Garrett Eickelberg1, Yuan Luo1, L Nelson Sanchez-Pinto1,2. 1. Department of Preventive Medicine (Health & Biomedical Informatics), Feinberg School of Medicine, Chicago, Illinois, USA. 2. Department of Pediatrics (Critical Care), Chicago, Illinois, USA.
Abstract
Objective: Microbiology culture reports contain critical information for important clinical and public health applications. However, microbiology reports often have complex, semistructured, free-text data that present a barrier for secondary use. Here we present the development and validation of an open-source package designed to ingest free-text microbiology reports, determine whether the culture is positive, and return a list of Systemized Nomenclature of Medicine (SNOMED)-CT mapped bacteria. Materials and Methods: Our concept extraction Python package, MicrobEx, is built upon a rule-based natural language processing algorithm and was developed using microbiology reports from 2 different electronic health record systems in a large healthcare organization, and then externally validated on the reports of 2 other institutions with manually reviewed results as a benchmark. Results: MicrobEx achieved F1 scores >0.95 on all classification tasks across 2 independent validation sets with minimal customization. Additionally, MicrobEx matched or surpassed our MetaMap-based benchmark algorithm performance across positive culture classification and species capture classification tasks. Discussion: Our results suggest that MicrobEx can be used to reliably estimate binary bacterial culture status, extract bacterial species, and map these to SNOMED organism observations when applied to semistructured, free-text microbiology reports from different institutions with relatively low customization. Conclusion: MicrobEx offers an open-source software solution (available on both GitHub and PyPI) for bacterial culture status estimation and bacterial species extraction from free-text microbiology reports. The package was designed to be reused and adapted to individual institutions as an upstream process for other clinical applications such as: machine learning, clinical decision support, and disease surveillance systems.
Objective: Microbiology culture reports contain critical information for important clinical and public health applications. However, microbiology reports often have complex, semistructured, free-text data that present a barrier for secondary use. Here we present the development and validation of an open-source package designed to ingest free-text microbiology reports, determine whether the culture is positive, and return a list of Systemized Nomenclature of Medicine (SNOMED)-CT mapped bacteria. Materials and Methods: Our concept extraction Python package, MicrobEx, is built upon a rule-based natural language processing algorithm and was developed using microbiology reports from 2 different electronic health record systems in a large healthcare organization, and then externally validated on the reports of 2 other institutions with manually reviewed results as a benchmark. Results: MicrobEx achieved F1 scores >0.95 on all classification tasks across 2 independent validation sets with minimal customization. Additionally, MicrobEx matched or surpassed our MetaMap-based benchmark algorithm performance across positive culture classification and species capture classification tasks. Discussion: Our results suggest that MicrobEx can be used to reliably estimate binary bacterial culture status, extract bacterial species, and map these to SNOMED organism observations when applied to semistructured, free-text microbiology reports from different institutions with relatively low customization. Conclusion: MicrobEx offers an open-source software solution (available on both GitHub and PyPI) for bacterial culture status estimation and bacterial species extraction from free-text microbiology reports. The package was designed to be reused and adapted to individual institutions as an upstream process for other clinical applications such as: machine learning, clinical decision support, and disease surveillance systems.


== TASK TO COMPLETE ==
Please print out every entry below, verbatim.

== MATERIAL FOR THIS TASK ==

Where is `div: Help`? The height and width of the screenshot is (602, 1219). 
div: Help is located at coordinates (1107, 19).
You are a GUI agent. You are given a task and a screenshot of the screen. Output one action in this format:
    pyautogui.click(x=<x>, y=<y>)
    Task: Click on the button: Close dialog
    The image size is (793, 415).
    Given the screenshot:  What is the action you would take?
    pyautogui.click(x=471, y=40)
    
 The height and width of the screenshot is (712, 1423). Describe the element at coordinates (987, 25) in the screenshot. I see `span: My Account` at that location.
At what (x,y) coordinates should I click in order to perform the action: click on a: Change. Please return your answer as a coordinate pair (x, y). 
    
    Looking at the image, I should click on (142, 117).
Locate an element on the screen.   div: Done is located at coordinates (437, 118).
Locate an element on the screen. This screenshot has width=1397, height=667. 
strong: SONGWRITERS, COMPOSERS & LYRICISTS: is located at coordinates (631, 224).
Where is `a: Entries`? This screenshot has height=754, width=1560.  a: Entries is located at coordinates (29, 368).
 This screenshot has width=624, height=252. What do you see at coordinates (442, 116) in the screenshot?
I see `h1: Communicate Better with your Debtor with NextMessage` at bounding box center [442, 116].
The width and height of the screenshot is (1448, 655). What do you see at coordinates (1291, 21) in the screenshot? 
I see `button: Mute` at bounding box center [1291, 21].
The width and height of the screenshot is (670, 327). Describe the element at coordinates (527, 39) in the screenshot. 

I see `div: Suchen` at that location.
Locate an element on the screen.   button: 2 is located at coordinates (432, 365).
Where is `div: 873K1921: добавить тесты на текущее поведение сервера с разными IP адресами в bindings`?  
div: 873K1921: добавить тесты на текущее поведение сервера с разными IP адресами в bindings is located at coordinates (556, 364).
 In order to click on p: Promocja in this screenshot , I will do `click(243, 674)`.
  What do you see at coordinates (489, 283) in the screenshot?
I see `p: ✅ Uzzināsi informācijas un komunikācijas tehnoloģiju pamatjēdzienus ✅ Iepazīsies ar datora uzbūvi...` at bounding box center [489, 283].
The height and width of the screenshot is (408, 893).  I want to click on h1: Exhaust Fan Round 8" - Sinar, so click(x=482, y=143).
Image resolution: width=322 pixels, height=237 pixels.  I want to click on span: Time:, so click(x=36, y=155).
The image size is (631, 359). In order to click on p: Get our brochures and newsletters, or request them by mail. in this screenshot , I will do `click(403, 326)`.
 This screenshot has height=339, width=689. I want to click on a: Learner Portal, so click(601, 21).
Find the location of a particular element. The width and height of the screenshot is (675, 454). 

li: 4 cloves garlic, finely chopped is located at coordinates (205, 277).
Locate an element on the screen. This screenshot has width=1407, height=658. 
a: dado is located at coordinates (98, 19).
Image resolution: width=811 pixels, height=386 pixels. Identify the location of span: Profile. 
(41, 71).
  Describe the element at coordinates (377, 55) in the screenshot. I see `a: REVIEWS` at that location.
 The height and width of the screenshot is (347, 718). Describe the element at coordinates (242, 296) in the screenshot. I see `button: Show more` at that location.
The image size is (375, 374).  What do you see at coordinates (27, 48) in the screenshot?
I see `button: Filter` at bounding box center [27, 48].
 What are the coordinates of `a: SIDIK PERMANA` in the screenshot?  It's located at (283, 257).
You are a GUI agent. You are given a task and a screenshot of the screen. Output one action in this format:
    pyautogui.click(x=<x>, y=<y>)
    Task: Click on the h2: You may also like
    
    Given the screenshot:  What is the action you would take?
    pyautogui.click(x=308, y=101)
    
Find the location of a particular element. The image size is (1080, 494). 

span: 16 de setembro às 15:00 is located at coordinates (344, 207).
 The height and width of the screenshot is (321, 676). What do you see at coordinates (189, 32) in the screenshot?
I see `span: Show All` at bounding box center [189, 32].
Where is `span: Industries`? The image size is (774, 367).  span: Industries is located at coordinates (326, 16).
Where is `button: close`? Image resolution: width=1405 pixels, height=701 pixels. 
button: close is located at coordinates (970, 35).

== OUTPUT BELOW ==
Where is `div: Help`? The height and width of the screenshot is (602, 1219). 
div: Help is located at coordinates (1107, 19).
You are a GUI agent. You are given a task and a screenshot of the screen. Output one action in this format:
    pyautogui.click(x=<x>, y=<y>)
    Task: Click on the button: Close dialog
    The image size is (793, 415).
    Given the screenshot:  What is the action you would take?
    pyautogui.click(x=471, y=40)
    
 The height and width of the screenshot is (712, 1423). Describe the element at coordinates (987, 25) in the screenshot. I see `span: My Account` at that location.
At what (x,y) coordinates should I click in order to perform the action: click on a: Change. Please return your answer as a coordinate pair (x, y). 
    
    Looking at the image, I should click on (142, 117).
Locate an element on the screen.   div: Done is located at coordinates (437, 118).
Locate an element on the screen. This screenshot has width=1397, height=667. 
strong: SONGWRITERS, COMPOSERS & LYRICISTS: is located at coordinates (631, 224).
Where is `a: Entries`? This screenshot has height=754, width=1560.  a: Entries is located at coordinates (29, 368).
 This screenshot has width=624, height=252. What do you see at coordinates (442, 116) in the screenshot?
I see `h1: Communicate Better with your Debtor with NextMessage` at bounding box center [442, 116].
The width and height of the screenshot is (1448, 655). What do you see at coordinates (1291, 21) in the screenshot? 
I see `button: Mute` at bounding box center [1291, 21].
The width and height of the screenshot is (670, 327). Describe the element at coordinates (527, 39) in the screenshot. 

I see `div: Suchen` at that location.
Locate an element on the screen.   button: 2 is located at coordinates (432, 365).
Where is `div: 873K1921: добавить тесты на текущее поведение сервера с разными IP адресами в bindings`?  
div: 873K1921: добавить тесты на текущее поведение сервера с разными IP адресами в bindings is located at coordinates (556, 364).
 In order to click on p: Promocja in this screenshot , I will do `click(243, 674)`.
  What do you see at coordinates (489, 283) in the screenshot?
I see `p: ✅ Uzzināsi informācijas un komunikācijas tehnoloģiju pamatjēdzienus ✅ Iepazīsies ar datora uzbūvi...` at bounding box center [489, 283].
The height and width of the screenshot is (408, 893).  I want to click on h1: Exhaust Fan Round 8" - Sinar, so click(x=482, y=143).
Image resolution: width=322 pixels, height=237 pixels.  I want to click on span: Time:, so click(x=36, y=155).
The image size is (631, 359). In order to click on p: Get our brochures and newsletters, or request them by mail. in this screenshot , I will do `click(403, 326)`.
 This screenshot has height=339, width=689. I want to click on a: Learner Portal, so click(601, 21).
Find the location of a particular element. The width and height of the screenshot is (675, 454). 

li: 4 cloves garlic, finely chopped is located at coordinates (205, 277).
Locate an element on the screen. This screenshot has width=1407, height=658. 
a: dado is located at coordinates (98, 19).
Image resolution: width=811 pixels, height=386 pixels. Identify the location of span: Profile. 
(41, 71).
  Describe the element at coordinates (377, 55) in the screenshot. I see `a: REVIEWS` at that location.
 The height and width of the screenshot is (347, 718). Describe the element at coordinates (242, 296) in the screenshot. I see `button: Show more` at that location.
The image size is (375, 374).  What do you see at coordinates (27, 48) in the screenshot?
I see `button: Filter` at bounding box center [27, 48].
 What are the coordinates of `a: SIDIK PERMANA` in the screenshot?  It's located at (283, 257).
You are a GUI agent. You are given a task and a screenshot of the screen. Output one action in this format:
    pyautogui.click(x=<x>, y=<y>)
    Task: Click on the h2: You may also like
    
    Given the screenshot:  What is the action you would take?
    pyautogui.click(x=308, y=101)
    
Find the location of a particular element. The image size is (1080, 494). 

span: 16 de setembro às 15:00 is located at coordinates (344, 207).
 The height and width of the screenshot is (321, 676). What do you see at coordinates (189, 32) in the screenshot?
I see `span: Show All` at bounding box center [189, 32].
Where is `span: Industries`? The image size is (774, 367).  span: Industries is located at coordinates (326, 16).
Where is `button: close`? Image resolution: width=1405 pixels, height=701 pixels. 
button: close is located at coordinates (970, 35).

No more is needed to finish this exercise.